In this entry, Qwill agrees to housesit at the elaborate Victorian mansion of Junior Goodwinter while Junior and his wife are out of town. The mansion is full of strange architectural quirks, including a mysterious closet that Koko keeps disappearing into. The death of one of Pickax’s prominent older citizens around the same time gives Qwill another case to work, and the two threads weave together as the novel develops. Braun’s plotting is gentle by mystery standards. Violence happens off the page. Suspects are usually pleasant people with reasons to be uncomfortable rather than dangerous criminals with motives to kill.

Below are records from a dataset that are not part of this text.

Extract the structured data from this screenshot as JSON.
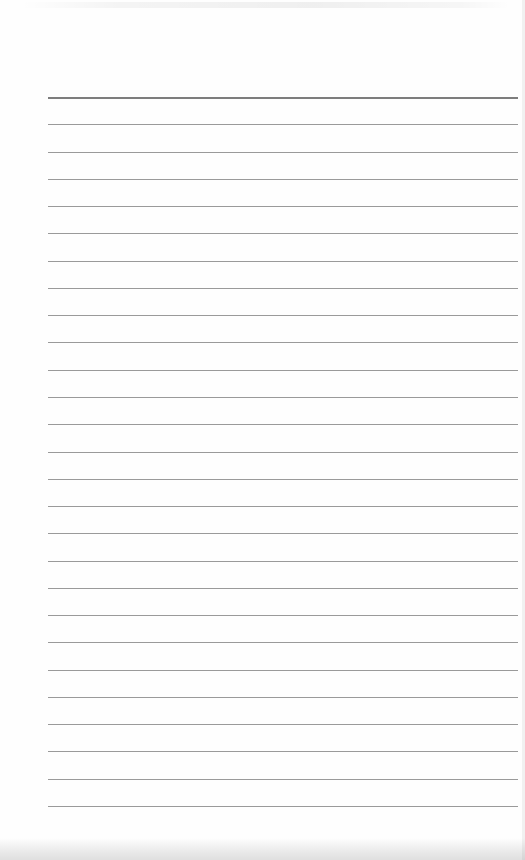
{
  "page": {
    "type": "ruled-notebook-sheet",
    "line_count": 27,
    "header_rule": true,
    "text_content": "",
    "line_color": "#9a9a9a",
    "header_line_color": "#7d7d7d",
    "paper_color": "#fefefe"
  }
}
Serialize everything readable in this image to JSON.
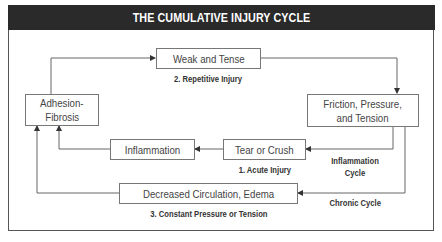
{
  "title": "THE CUMULATIVE INJURY CYCLE",
  "nodes": {
    "weak": "Weak and Tense",
    "friction_line1": "Friction, Pressure,",
    "friction_line2": "and Tension",
    "adhesion_line1": "Adhesion-",
    "adhesion_line2": "Fibrosis",
    "inflammation": "Inflammation",
    "tear": "Tear or Crush",
    "decreased": "Decreased Circulation, Edema"
  },
  "labels": {
    "repetitive": "2. Repetitive Injury",
    "acute": "1. Acute Injury",
    "constant": "3. Constant Pressure or Tension",
    "inflammation_cycle_line1": "Inflammation",
    "inflammation_cycle_line2": "Cycle",
    "chronic_cycle": "Chronic Cycle"
  },
  "colors": {
    "header_bg": "#2a2a2a",
    "header_text": "#ffffff",
    "line": "#666666",
    "box_border": "#777777"
  }
}
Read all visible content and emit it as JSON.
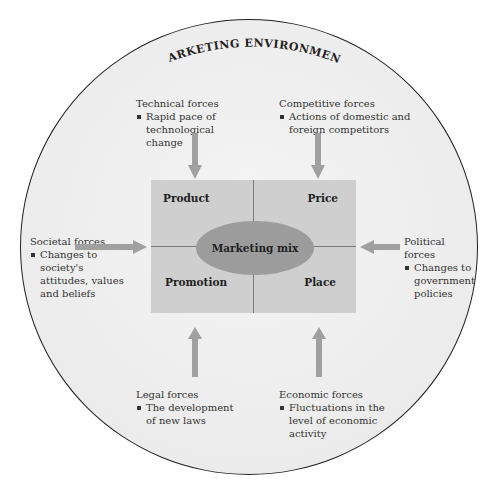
{
  "diagram": {
    "title": "MARKETING ENVIRONMENT",
    "marketing_mix": {
      "center_label": "Marketing mix",
      "quadrants": {
        "top_left": "Product",
        "top_right": "Price",
        "bottom_left": "Promotion",
        "bottom_right": "Place"
      }
    },
    "forces": {
      "technical": {
        "title": "Technical  forces",
        "bullet": "Rapid pace of technological change"
      },
      "competitive": {
        "title": "Competitive forces",
        "bullet": "Actions of domestic and foreign competitors"
      },
      "societal": {
        "title": "Societal forces",
        "bullet": "Changes to society's attitudes, values and beliefs"
      },
      "political": {
        "title": "Political forces",
        "bullet": "Changes to government policies"
      },
      "legal": {
        "title": "Legal forces",
        "bullet": "The development of new laws"
      },
      "economic": {
        "title": "Economic forces",
        "bullet": "Fluctuations in the level of economic activity"
      }
    },
    "colors": {
      "circle_fill": "#ececec",
      "circle_border": "#222222",
      "mix_box": "#cfcfcf",
      "ellipse": "#9c9c9c",
      "arrow": "#a0a0a0"
    }
  }
}
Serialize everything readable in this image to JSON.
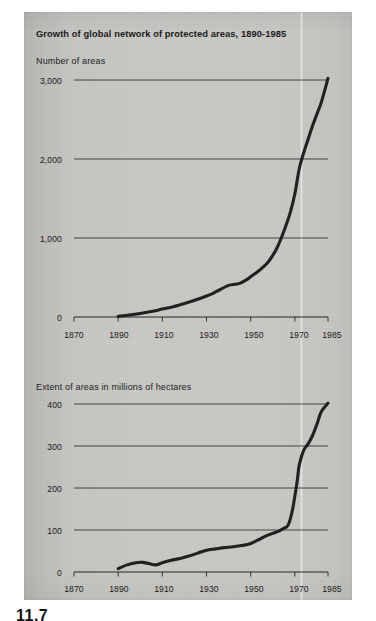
{
  "figure": {
    "title": "Growth of global network of protected areas, 1890-1985",
    "page_number": "11.7",
    "background_color": "#c8c8c4",
    "line_color": "#1a1a1a"
  },
  "charts": {
    "top": {
      "caption": "Number of areas",
      "y_ticks": [
        "3,000",
        "2,000",
        "1,000",
        "0"
      ],
      "x_ticks": [
        "1870",
        "1890",
        "1910",
        "1930",
        "1950",
        "1970",
        "1985"
      ]
    },
    "bottom": {
      "caption": "Extent of areas in millions of hectares",
      "y_ticks": [
        "400",
        "300",
        "200",
        "100",
        "0"
      ],
      "x_ticks": [
        "1870",
        "1890",
        "1910",
        "1930",
        "1950",
        "1970",
        "1985"
      ]
    }
  },
  "chart_data": [
    {
      "type": "line",
      "id": "number-of-areas",
      "title": "Growth of global network of protected areas, 1890-1985",
      "subtitle": "Number of areas",
      "xlabel": "",
      "ylabel": "Number of areas",
      "xlim": [
        1870,
        1985
      ],
      "ylim": [
        0,
        3000
      ],
      "xticks": [
        1870,
        1890,
        1910,
        1930,
        1950,
        1970,
        1985
      ],
      "yticks": [
        0,
        1000,
        2000,
        3000
      ],
      "grid": "horizontal",
      "legend": "none",
      "series": [
        {
          "name": "Number of protected areas",
          "x": [
            1890,
            1895,
            1900,
            1905,
            1910,
            1915,
            1920,
            1925,
            1930,
            1933,
            1936,
            1940,
            1943,
            1945,
            1948,
            1950,
            1953,
            1956,
            1958,
            1960,
            1962,
            1964,
            1966,
            1968,
            1970,
            1972,
            1974,
            1976,
            1978,
            1980,
            1982,
            1985
          ],
          "y": [
            10,
            25,
            45,
            70,
            100,
            130,
            170,
            215,
            265,
            300,
            345,
            400,
            415,
            425,
            470,
            510,
            570,
            640,
            700,
            780,
            880,
            1010,
            1160,
            1330,
            1560,
            1880,
            2080,
            2250,
            2420,
            2570,
            2720,
            3020
          ]
        }
      ]
    },
    {
      "type": "line",
      "id": "extent-of-areas",
      "title": "Growth of global network of protected areas, 1890-1985",
      "subtitle": "Extent of areas in millions of hectares",
      "xlabel": "",
      "ylabel": "Extent of areas in millions of hectares",
      "xlim": [
        1870,
        1985
      ],
      "ylim": [
        0,
        400
      ],
      "xticks": [
        1870,
        1890,
        1910,
        1930,
        1950,
        1970,
        1985
      ],
      "yticks": [
        0,
        100,
        200,
        300,
        400
      ],
      "grid": "horizontal",
      "legend": "none",
      "series": [
        {
          "name": "Extent of protected areas (million hectares)",
          "x": [
            1890,
            1894,
            1898,
            1901,
            1904,
            1907,
            1910,
            1914,
            1918,
            1922,
            1926,
            1930,
            1934,
            1938,
            1942,
            1946,
            1950,
            1954,
            1957,
            1960,
            1963,
            1965,
            1967,
            1969,
            1971,
            1972,
            1974,
            1976,
            1978,
            1980,
            1982,
            1985
          ],
          "y": [
            8,
            17,
            22,
            23,
            20,
            17,
            22,
            28,
            32,
            38,
            45,
            52,
            55,
            58,
            60,
            63,
            68,
            78,
            86,
            92,
            98,
            104,
            112,
            150,
            215,
            255,
            290,
            305,
            325,
            352,
            382,
            402
          ]
        }
      ]
    }
  ]
}
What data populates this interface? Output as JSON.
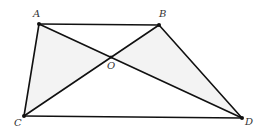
{
  "diagram": {
    "type": "geometry",
    "shape": "trapezoid",
    "points": {
      "A": {
        "x": 39,
        "y": 24,
        "label": "A",
        "lx": 33,
        "ly": 17
      },
      "B": {
        "x": 159,
        "y": 25,
        "label": "B",
        "lx": 159,
        "ly": 17
      },
      "C": {
        "x": 24,
        "y": 116,
        "label": "C",
        "lx": 14,
        "ly": 126
      },
      "D": {
        "x": 242,
        "y": 118,
        "label": "D",
        "lx": 245,
        "ly": 125
      },
      "O": {
        "x": 111,
        "y": 57,
        "label": "O",
        "lx": 107,
        "ly": 69
      }
    },
    "segments": [
      [
        "A",
        "B"
      ],
      [
        "B",
        "D"
      ],
      [
        "C",
        "D"
      ],
      [
        "A",
        "C"
      ],
      [
        "A",
        "D"
      ],
      [
        "B",
        "C"
      ]
    ],
    "shaded_regions": [
      [
        "A",
        "O",
        "C"
      ],
      [
        "B",
        "O",
        "D"
      ]
    ],
    "colors": {
      "shade": "#f3f3f3",
      "line": "#111111",
      "label": "#333333",
      "background": "#ffffff"
    }
  }
}
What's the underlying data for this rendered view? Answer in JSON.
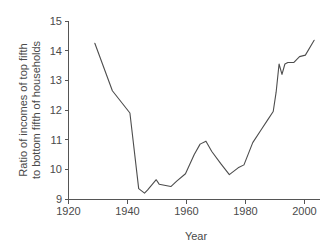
{
  "chart_data": {
    "type": "line",
    "title": "",
    "xlabel": "Year",
    "ylabel": "Ratio of incomes of top fifth to bottom fifth of households",
    "ylabel_line1": "Ratio of incomes of top fifth",
    "ylabel_line2": "to bottom fifth of households",
    "xlim": [
      1920,
      2006
    ],
    "ylim": [
      9,
      15
    ],
    "xticks": [
      1920,
      1940,
      1960,
      1980,
      2000
    ],
    "xtick_labels": [
      "1920",
      "1940",
      "1960",
      "1980",
      "2000"
    ],
    "yticks": [
      9,
      10,
      11,
      12,
      13,
      14,
      15
    ],
    "ytick_labels": [
      "9",
      "10",
      "11",
      "12",
      "13",
      "14",
      "15"
    ],
    "grid": false,
    "legend": "none",
    "line_color": "#4d4d4d",
    "background_color": "#ffffff",
    "series": [
      {
        "name": "Ratio of incomes of top fifth to bottom fifth of households",
        "x": [
          1929,
          1935,
          1941,
          1944,
          1946,
          1947,
          1950,
          1951,
          1955,
          1957,
          1960,
          1963,
          1965,
          1967,
          1969,
          1972,
          1975,
          1978,
          1980,
          1983,
          1986,
          1988,
          1990,
          1991,
          1992,
          1993,
          1994,
          1995,
          1997,
          1999,
          2001,
          2004
        ],
        "y": [
          14.25,
          12.65,
          11.9,
          9.35,
          9.2,
          9.3,
          9.65,
          9.5,
          9.42,
          9.6,
          9.85,
          10.5,
          10.85,
          10.95,
          10.6,
          10.2,
          9.82,
          10.05,
          10.15,
          10.9,
          11.35,
          11.65,
          11.95,
          12.6,
          13.55,
          13.2,
          13.55,
          13.6,
          13.6,
          13.8,
          13.85,
          14.35
        ]
      }
    ]
  }
}
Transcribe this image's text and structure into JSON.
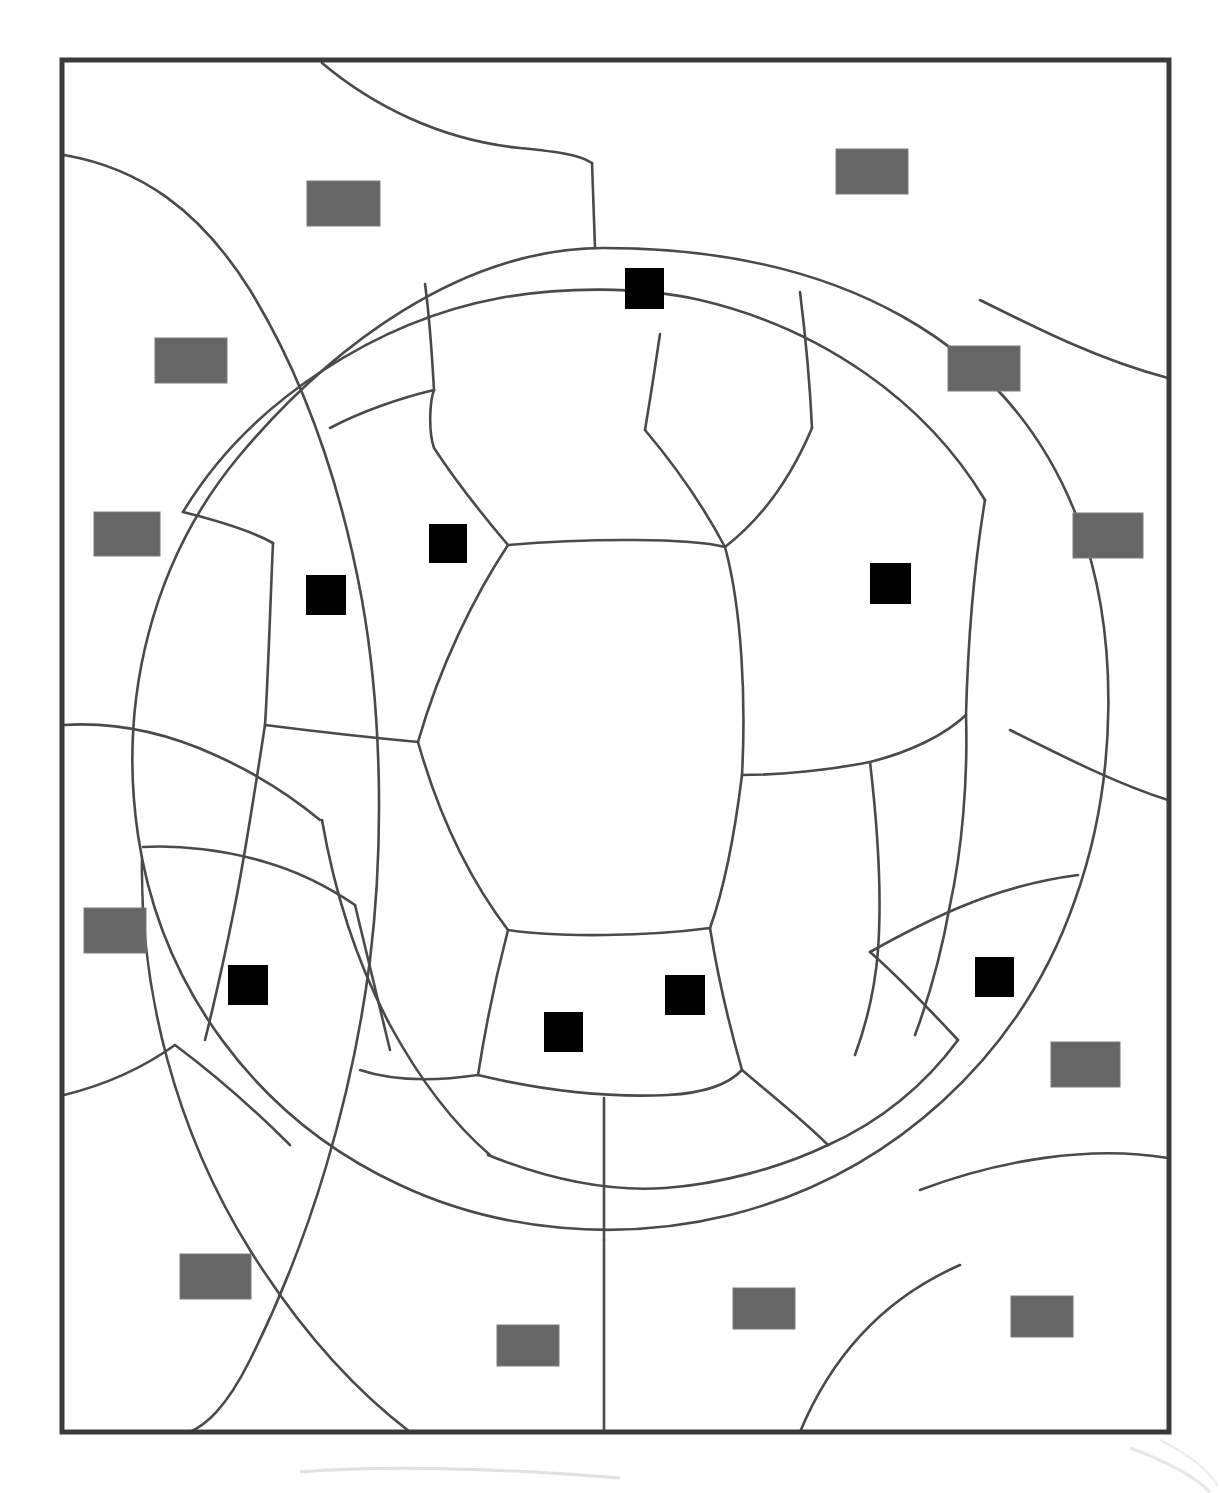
{
  "page": {
    "title": "Soccer Ball Coloring Outline",
    "width": 1220,
    "height": 1493,
    "background_color": "#ffffff"
  },
  "frame": {
    "name": "artwork-border",
    "x": 62,
    "y": 60,
    "width": 1107,
    "height": 1372,
    "stroke_color": "#3a3a3a",
    "stroke_width": 5,
    "fill": "#ffffff"
  },
  "line_art": {
    "stroke_color": "#4a4a4a",
    "stroke_width": 2.6,
    "description": "soccer-ball-panel-outlines"
  },
  "markers": {
    "gray": {
      "label": "gray-marker",
      "color": "#666666",
      "stroke_color": "#7a7a7a",
      "count": 14,
      "default_width": 72,
      "default_height": 45,
      "items": [
        {
          "name": "gray-marker-1",
          "x": 307,
          "y": 181,
          "w": 73,
          "h": 45
        },
        {
          "name": "gray-marker-2",
          "x": 836,
          "y": 149,
          "w": 72,
          "h": 45
        },
        {
          "name": "gray-marker-3",
          "x": 155,
          "y": 338,
          "w": 72,
          "h": 45
        },
        {
          "name": "gray-marker-4",
          "x": 948,
          "y": 346,
          "w": 72,
          "h": 45
        },
        {
          "name": "gray-marker-5",
          "x": 94,
          "y": 512,
          "w": 66,
          "h": 44
        },
        {
          "name": "gray-marker-6",
          "x": 1073,
          "y": 513,
          "w": 70,
          "h": 45
        },
        {
          "name": "gray-marker-7",
          "x": 84,
          "y": 908,
          "w": 62,
          "h": 45
        },
        {
          "name": "gray-marker-8",
          "x": 1051,
          "y": 1042,
          "w": 69,
          "h": 45
        },
        {
          "name": "gray-marker-9",
          "x": 180,
          "y": 1254,
          "w": 71,
          "h": 45
        },
        {
          "name": "gray-marker-10",
          "x": 733,
          "y": 1288,
          "w": 62,
          "h": 41
        },
        {
          "name": "gray-marker-11",
          "x": 1011,
          "y": 1296,
          "w": 62,
          "h": 41
        },
        {
          "name": "gray-marker-12",
          "x": 497,
          "y": 1325,
          "w": 62,
          "h": 41
        }
      ]
    },
    "black": {
      "label": "black-marker",
      "color": "#000000",
      "count": 9,
      "default_size": 38,
      "items": [
        {
          "name": "black-marker-1",
          "x": 625,
          "y": 268,
          "w": 39,
          "h": 41
        },
        {
          "name": "black-marker-2",
          "x": 429,
          "y": 524,
          "w": 38,
          "h": 39
        },
        {
          "name": "black-marker-3",
          "x": 870,
          "y": 563,
          "w": 41,
          "h": 41
        },
        {
          "name": "black-marker-4",
          "x": 306,
          "y": 575,
          "w": 40,
          "h": 40
        },
        {
          "name": "black-marker-5",
          "x": 228,
          "y": 965,
          "w": 40,
          "h": 40
        },
        {
          "name": "black-marker-6",
          "x": 975,
          "y": 957,
          "w": 39,
          "h": 40
        },
        {
          "name": "black-marker-7",
          "x": 665,
          "y": 975,
          "w": 40,
          "h": 40
        },
        {
          "name": "black-marker-8",
          "x": 544,
          "y": 1012,
          "w": 39,
          "h": 40
        }
      ]
    }
  },
  "artifact": {
    "name": "scan-edge-smudge",
    "visible": true,
    "color": "#d8d8d8"
  }
}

The pleasure of a Cat Who book is the slow accumulation of detail, the warm sense of place, and the quiet humor of Qwill’s observations on small town life. Braun built her Pickax universe over the course of nearly thirty novels, and longtime readers came to know the recurring cast of librarians, restaurateurs, antique dealers, and local eccentrics as well as the cats themselves. The Victorian mansion setting in this novel gives Braun room to play with the gothic conventions she clearly enjoyed, with hidden passages, family secrets, and the kind of architectural mystery that her readers would associate with classic English country house fiction.

For longtime Cat Who fans, this is one of the stronger entries in the long series. For new readers, starting with The Cat Who Could Read Backwards is the better entry point, but the books work in any order with some loss of continuity context.